Even Sweden’s official Twitter account got defensive, clapping back at critics.

But here’s what Sweden couldn’t explain away: the practice was real, widespread, and rooted in cultural norms that prioritize individual autonomy over communal care.

Some Swedes tried to rationalize it:

  • “It’s about not imposing on others”
  • “We don’t want to create obligation”
  • “Our food is too modest to offer guests”
  • “Food is expensive in Sweden”

Others flat-out denied it, insisting it was outdated or exaggerated.

But for those of us who lived it? It was undeniable.

 

From Viral Moment to Cultural Reckoning: What #Swedengate Means Today

Lovette Jallow wearing traditional Swedish Skedevi folkdräkt national costume waving Swedish flag
Lovette Jallow adorned in the intricate Skedevi folkdräkt, a symbol of Swedish cultural heritage and identity—reclaiming Swedishness on her own terms

Three years later, #Swedengate remains a cultural touchstone.

As I told the WBUR podcast:

Lovette: “A lot of people are opening their eyes that no country is perfect, no country’s above criticism. Sweden is used every day against America. But how much better are we, really?”

The answer? Not as much as Sweden wants to believe.

Foreign Policy later examined #Swedengate as a case study in how easily misinformation spreads—but also how Sweden’s defensiveness revealed deeper truths about national identity, racism, and who gets believed.

The phenomenon underscored the power of social media in bringing diverse perspectives to light. It highlighted the importance of acknowledging and addressing cultural and racial issues openly and honestly.

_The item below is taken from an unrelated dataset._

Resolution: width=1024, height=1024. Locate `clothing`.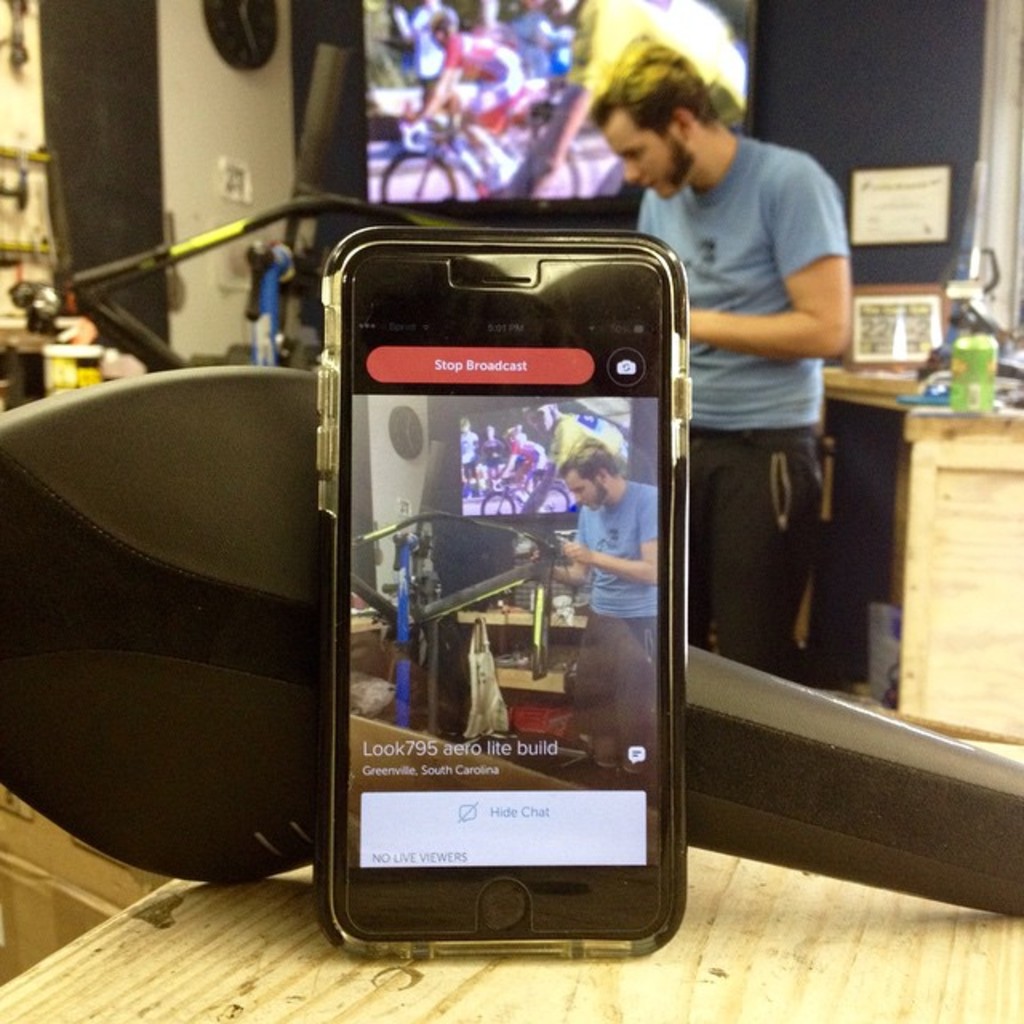
(x1=546, y1=411, x2=611, y2=474).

As we continue to navigate these conversations, it’s crucial to listen to and amplify the voices of those who have been historically marginalized—especially when we’re the ones creating the hashtags, sparking the debates, and paying the price for speaking truth.

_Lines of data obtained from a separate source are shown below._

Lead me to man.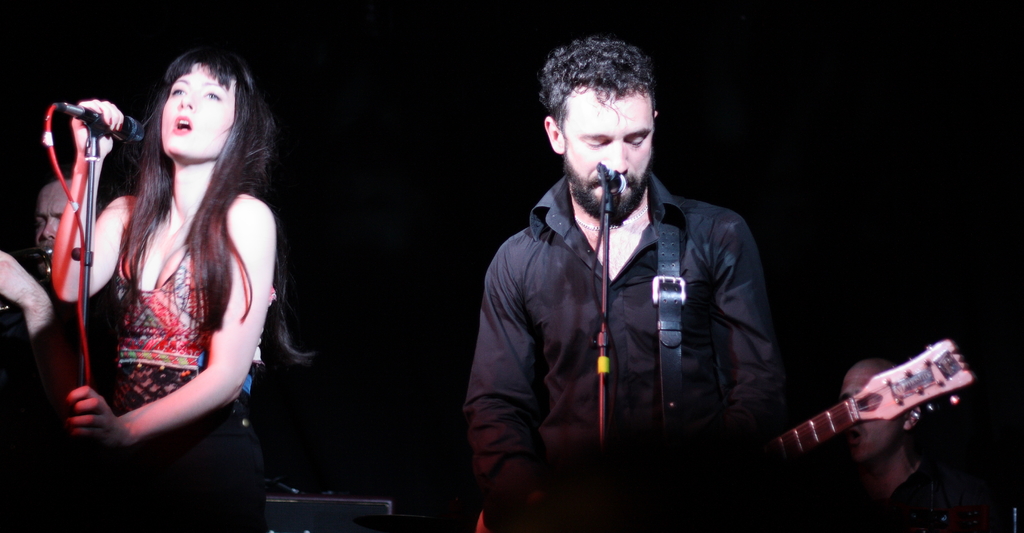
Lead to (838, 359, 987, 532).
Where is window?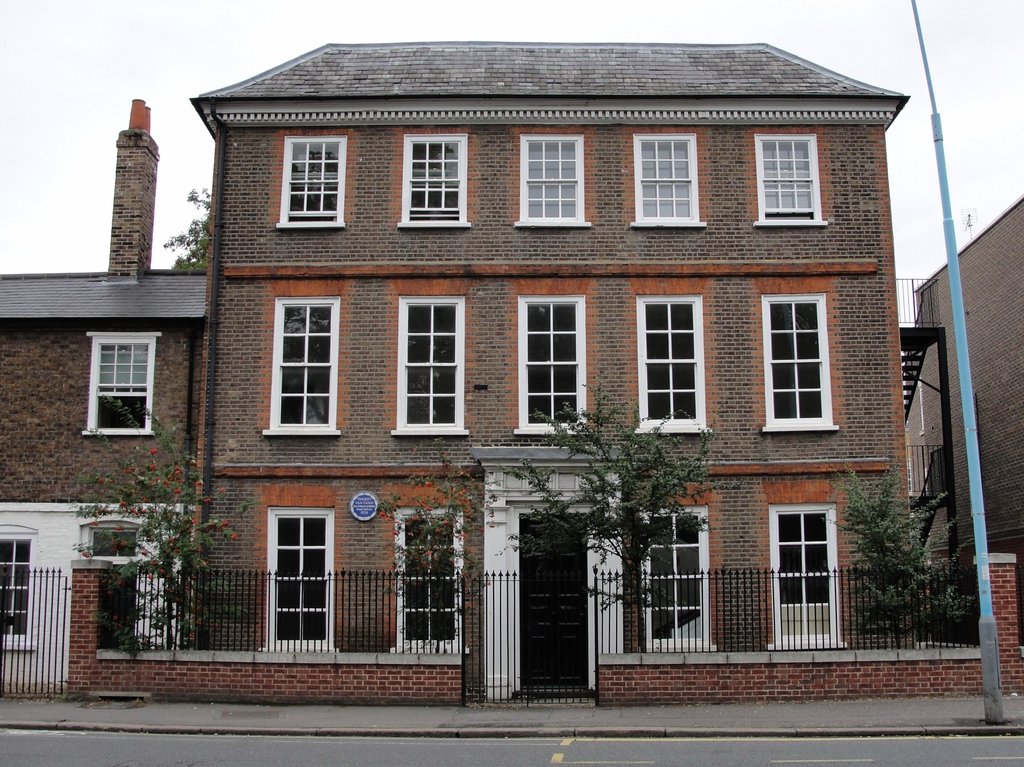
[x1=643, y1=500, x2=709, y2=652].
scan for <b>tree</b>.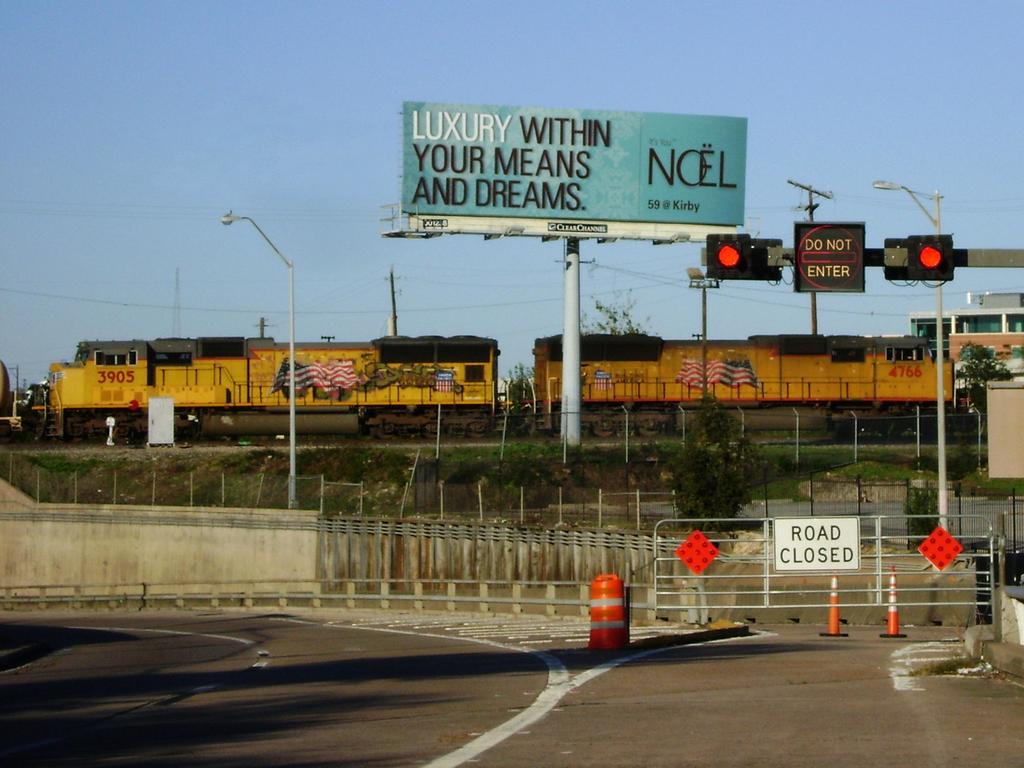
Scan result: crop(500, 367, 556, 404).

Lovette Jallow Black Swedish author before TEDx talk Normalizing Silence in Swedish Society
Lovette Jallow in Umeå, 30 minutes before her TEDx Talk “Normalizing Silence in Swedish Society” (2018)—the foundation for her #Swedengate analysis

 

Continuing the Dialogue: Work With Lovette Jallow

My work didn’t start with #Swedengate, and it didn’t end there.

For over a decade, I’ve been working at the intersection of anti-racism, inclusion, neurodiversity, and systemic change across Sweden and internationally. I’ve consulted with Spotify, Facebook, SVT, Dramaten, and leading Swedish institutions on diversity, equity, and belonging.

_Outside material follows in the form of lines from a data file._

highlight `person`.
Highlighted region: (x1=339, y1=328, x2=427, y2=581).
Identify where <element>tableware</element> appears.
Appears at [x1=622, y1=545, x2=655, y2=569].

If you’re a brand, organization, or media outlet in Sweden or the Nordics ready to move beyond performative diversity, I offer:

  • Keynote speaking on racism, Swedish cultural norms, and inclusion
  • DEIB consulting and organizational audits
  • Strategic advisory for brands navigating representation and equity
  • Media commentary on Swedish society, racism, and cultural identity

→ Book Lovette Jallow for speaking, campaign consulting, or strategic media advisory

Explore my books, including “Främling i vita rum” (Stranger in White Spaces) and “Black Vogue: Skönhetens Nyanser”.

Learn more about the Black Vogue movement at lovettejallow.com/blackvogue.


No one is voiceless. Some are silenced when they speak to the point of threats, and others never pass the microphone.

Written by: Lovette Jallow – Author, Lecturer, Entrepreneur, and Advocate for Neurodiversity

Thank you for reading and exploring diverse perspectives with me. As a Black woman living in Sweden, some of my differences are visible, while others, such as autism and ADHD, remain unseen. Yet, I believe that my perspectives are equally valuable because of these dualities.
All texts are copyrighted.

Om Lovette Jallow: Lovette Jallow är prisbelönt författare, föreläsare och grundare av Black Vogue Sverige – ett initiativ som förändrade hur den svenska skönhetsindustrin ser på inkludering och representation.
Boka Lovette för föreläsningar och konsultationer inom antirasism, inkludering och skönhetsbranschens framtid.